Xicana Codex (2)

Reading assignment for Monday April 16, 2012. Your reply (under Comments) is due before class. Your response should demonstrate you’ve done and thought about both of the readings. Be sure to check and make sure your response posts.

Cherríe Moraga, A Xicana Codex of Changing Consciousness (79-162)

Based on your readings this semester on textual communities and print culture, what does Moraga’s writing reveal about the construction of communal texts, anthologies and performances? How much ownership do we have of our writing? How much debt to others? What do you think of Moraga’s decision not to contribute to This Bridge We Call Home?

On a more personal level, do you think Moraga is right about how she and Anzaldúa could have resolved their differences? Do you agree with her reading of Anzaldúa’s writing as having more to do with vision of the ideal than the more concrete politics of process?

Borderland / La Frontera (2)

Gloria Anzaldúa, Borderlands (1-91)

Reading assignment for Friday, March 9. Your reply (under Comments) is due before class. Remember, you don’t need to answer all or even any of the questions, but your response should demonstrate you’ve done and thought about the readings. Be sure to check and make sure your response posts.

Based on your reading of Borderlands and your study of Chicana feminism in this class, how would you define and construct a mestiza consciousness? What are the advantages of such a construction? What are the pitfalls?

How would you connect the theory in Borderlands to the presentation on Wednesday? How is Anzaldúa constructing the idea of the Chicana feminist self?

Reading: Maylei Blackwell, ¡Chicana Power! (2)

Reading Assignment: Your reply (under Comments) is due before class on Wednesday, January 25. Remember, you don’t need to answer all or even any of the questions, but your response should demonstrate you’ve done and thought about the readings.

Maylei Blackwell, “Spinning the Record: Historical Writing and Righting,” ¡Chicana Power! 14 – 42.

Maylei Blackwell writes about the histories of Chicana feminism as constructed by both Chicano histories and Anglo feminism.  Are either of these histories ones you had encountered before? Where and when did you hear (prior to this course) about Chicana feminism?  When did you think it emerged?

What are the Chicano histories of Chicana feminism? According to Blackwell, how has it been historicized within Chicano scholarship? Are these histories you had heard before?  What does Blackwell mean by “vendida logic”?

What is Blackwell referring to when she discusses “East Coast regionalism”? What effect does this have on Chicana feminist history?  What are some of the problems Blackwell identifies with the way women’s history has constructed / depicted feminism in the 1960s and 1970s?  Whose history gets written? How can we read an alternate history?

Blackwell compares her methods of historiography to the styles and techniques of a DJ — how does she see that working? Does the metaphor make sense to you or does compare things that aren’t comparable?  Discuss some of the “gender insurgencies” Blackwell highlights.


Exercise description:
Lines below that hold the word "marks" must be copied in full.

Source records:
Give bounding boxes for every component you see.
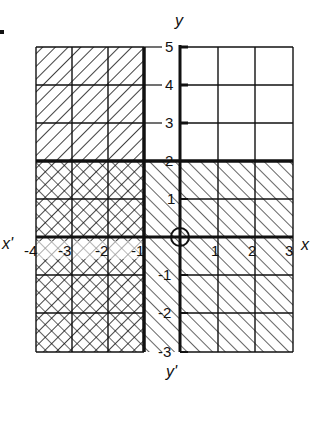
y-tick-1: 1 xyxy=(167,190,175,207)
x-tick-neg3: -3 xyxy=(58,242,71,259)
x-tick-1: 1 xyxy=(211,242,219,259)
x-tick-2: 2 xyxy=(248,242,256,259)
x-tick-neg4: -4 xyxy=(24,242,37,259)
x-axis-label: x xyxy=(300,236,310,253)
y-tick-4: 4 xyxy=(165,76,173,93)
y-tick-2: 2 xyxy=(165,152,173,169)
x-tick-3: 3 xyxy=(285,242,293,259)
inequality-region-diagram: y y' x' x -4 -3 -2 -1 1 2 3 5 4 3 2 1 -1… xyxy=(0,0,322,423)
y-tick-5: 5 xyxy=(165,38,173,55)
x-label-band xyxy=(36,241,144,259)
x-tick-neg1: -1 xyxy=(131,242,144,259)
y-tick-3: 3 xyxy=(165,114,173,131)
label-column xyxy=(144,47,180,161)
y-axis-label: y xyxy=(174,12,184,29)
bullet-dot xyxy=(0,30,4,34)
y-tick-neg1: -1 xyxy=(158,266,171,283)
x-tick-neg2: -2 xyxy=(95,242,108,259)
y-tick-neg2: -2 xyxy=(158,304,171,321)
y-tick-neg3: -3 xyxy=(158,343,171,360)
region-left-backslash xyxy=(36,47,144,161)
x-neg-axis-label: x' xyxy=(1,235,14,252)
y-neg-axis-label: y' xyxy=(165,363,178,380)
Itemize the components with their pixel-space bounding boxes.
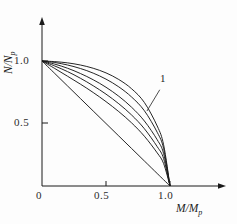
curve-curve-6: [42, 61, 170, 186]
curve-annotation-label: 1: [160, 72, 166, 84]
x-axis-title-subscript: p: [198, 208, 202, 217]
x-axis-title: M/Mp: [176, 202, 202, 217]
y-axis-title-main: N/N: [2, 55, 14, 74]
y-axis: [39, 17, 45, 186]
annotation-leader-line: [147, 90, 160, 111]
y-axis-title-subscript: p: [8, 51, 17, 55]
y-tick-label-0: 0.5: [14, 116, 29, 128]
x-axis-title-main: M/M: [176, 202, 198, 214]
x-tick-label-2: 1.0: [158, 189, 173, 201]
y-axis-title: N/Np: [2, 51, 17, 74]
y-tick-marks: [42, 61, 48, 123]
x-tick-label-1: 0.5: [94, 189, 109, 201]
x-axis: [42, 183, 226, 189]
x-tick-label-0: 0: [36, 189, 42, 201]
data-curves: [42, 61, 170, 186]
x-tick-marks: [106, 181, 170, 186]
chart-figure: 1.0 0.5 0 0.5 1.0 N/Np M/Mp 1: [0, 0, 237, 224]
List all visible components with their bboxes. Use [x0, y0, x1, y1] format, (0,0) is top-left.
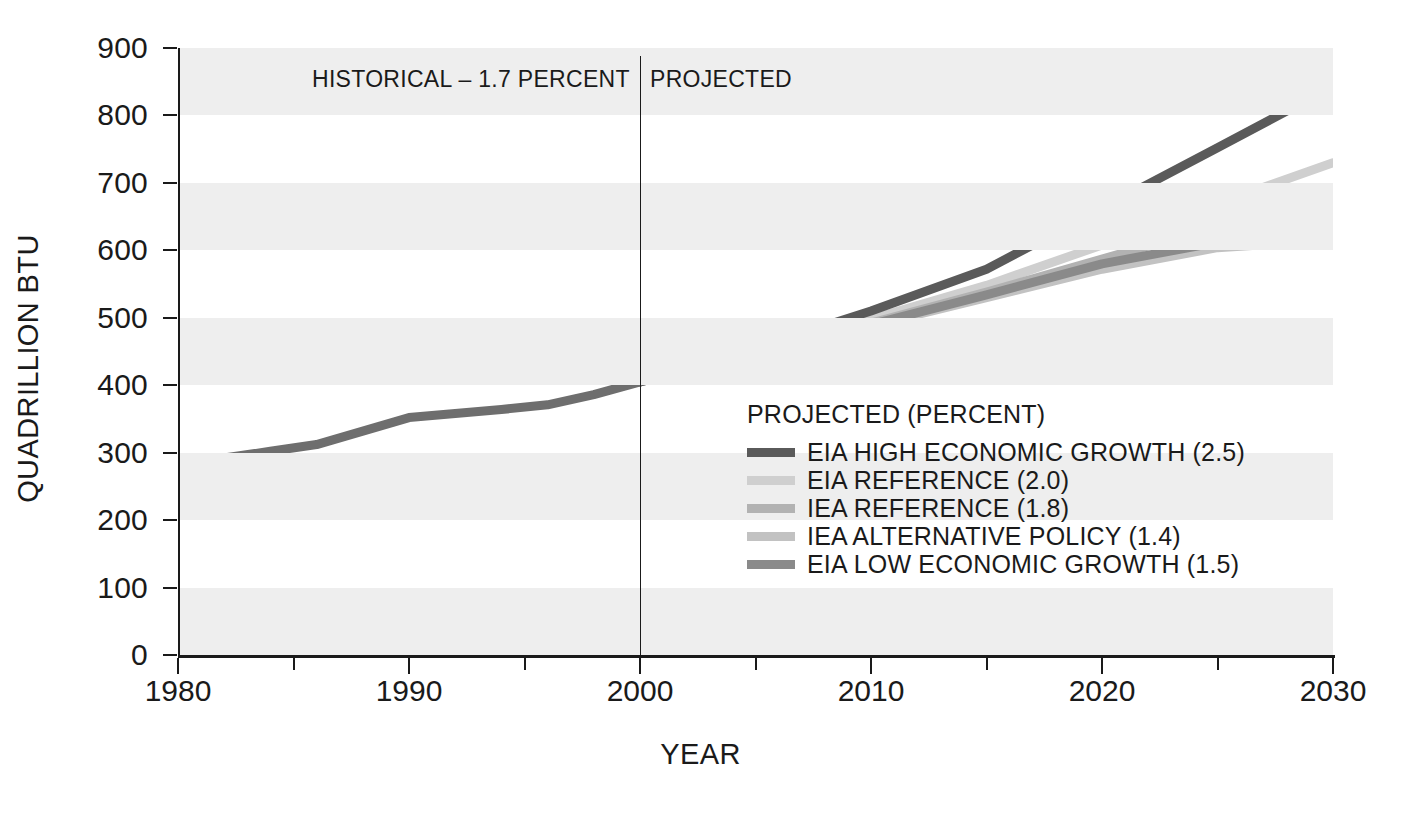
- x-axis-tick-label: 2020: [1069, 676, 1136, 706]
- background-band: [178, 318, 1333, 385]
- x-axis-minor-tick-mark: [755, 658, 757, 670]
- x-axis-minor-tick-mark: [524, 658, 526, 670]
- x-axis-minor-tick-mark: [986, 658, 988, 670]
- legend-swatch: [747, 448, 795, 457]
- legend-label: IEA ALTERNATIVE POLICY (1.4): [807, 522, 1181, 551]
- x-axis-tick-label: 1990: [376, 676, 443, 706]
- y-axis-tick-mark: [163, 384, 177, 386]
- background-band: [178, 588, 1333, 655]
- x-axis-tick-mark: [870, 658, 872, 674]
- x-axis-minor-tick-mark: [293, 658, 295, 670]
- y-axis-tick-mark: [163, 654, 177, 656]
- historical-annotation: HISTORICAL – 1.7 PERCENT: [312, 66, 630, 93]
- y-axis-tick-mark: [163, 317, 177, 319]
- x-axis-line: [178, 655, 1335, 658]
- x-axis-tick-mark: [639, 658, 641, 674]
- y-axis-label: QUADRILLION BTU: [12, 69, 45, 669]
- legend-item: EIA HIGH ECONOMIC GROWTH (2.5): [747, 438, 1245, 466]
- legend-label: EIA REFERENCE (2.0): [807, 466, 1069, 495]
- legend-label: EIA HIGH ECONOMIC GROWTH (2.5): [807, 438, 1245, 467]
- y-axis-tick-mark: [163, 452, 177, 454]
- legend-label: EIA LOW ECONOMIC GROWTH (1.5): [807, 550, 1239, 579]
- x-axis-tick-label: 2010: [838, 676, 905, 706]
- chart-figure: 0100200300400500600700800900 19801990200…: [0, 0, 1401, 822]
- y-axis-tick-mark: [163, 249, 177, 251]
- x-axis-tick-label: 2000: [607, 676, 674, 706]
- y-axis-tick-mark: [163, 47, 177, 49]
- x-axis-tick-label: 1980: [145, 676, 212, 706]
- legend-item: IEA ALTERNATIVE POLICY (1.4): [747, 522, 1245, 550]
- y-axis-tick-mark: [163, 519, 177, 521]
- legend-item: EIA REFERENCE (2.0): [747, 466, 1245, 494]
- x-axis-tick-mark: [408, 658, 410, 674]
- legend-label: IEA REFERENCE (1.8): [807, 494, 1069, 523]
- x-axis-tick-mark: [1101, 658, 1103, 674]
- chart-legend: PROJECTED (PERCENT) EIA HIGH ECONOMIC GR…: [747, 400, 1245, 578]
- background-band: [178, 183, 1333, 250]
- x-axis-minor-tick-mark: [1217, 658, 1219, 670]
- x-axis-tick-mark: [177, 658, 179, 674]
- historical-projected-divider: [640, 56, 641, 655]
- legend-title: PROJECTED (PERCENT): [747, 400, 1245, 429]
- legend-swatch: [747, 560, 795, 569]
- historical-line: [178, 382, 640, 463]
- y-axis-tick-label: 900: [22, 33, 148, 63]
- legend-swatch: [747, 504, 795, 513]
- y-axis-line: [178, 48, 180, 657]
- y-axis-tick-mark: [163, 182, 177, 184]
- legend-swatch: [747, 476, 795, 485]
- x-axis-tick-label: 2030: [1300, 676, 1367, 706]
- x-axis-label: YEAR: [0, 738, 1401, 771]
- x-axis-tick-mark: [1332, 658, 1334, 674]
- legend-items: EIA HIGH ECONOMIC GROWTH (2.5)EIA REFERE…: [747, 438, 1245, 578]
- y-axis-tick-mark: [163, 587, 177, 589]
- legend-item: EIA LOW ECONOMIC GROWTH (1.5): [747, 550, 1245, 578]
- projected-annotation: PROJECTED: [650, 66, 792, 93]
- legend-item: IEA REFERENCE (1.8): [747, 494, 1245, 522]
- y-axis-tick-mark: [163, 114, 177, 116]
- legend-swatch: [747, 532, 795, 541]
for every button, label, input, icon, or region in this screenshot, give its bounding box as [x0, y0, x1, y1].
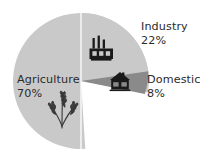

Solution to this problem:
y-tick-marks: [42, 61, 48, 123]
x-tick-marks: [106, 181, 170, 186]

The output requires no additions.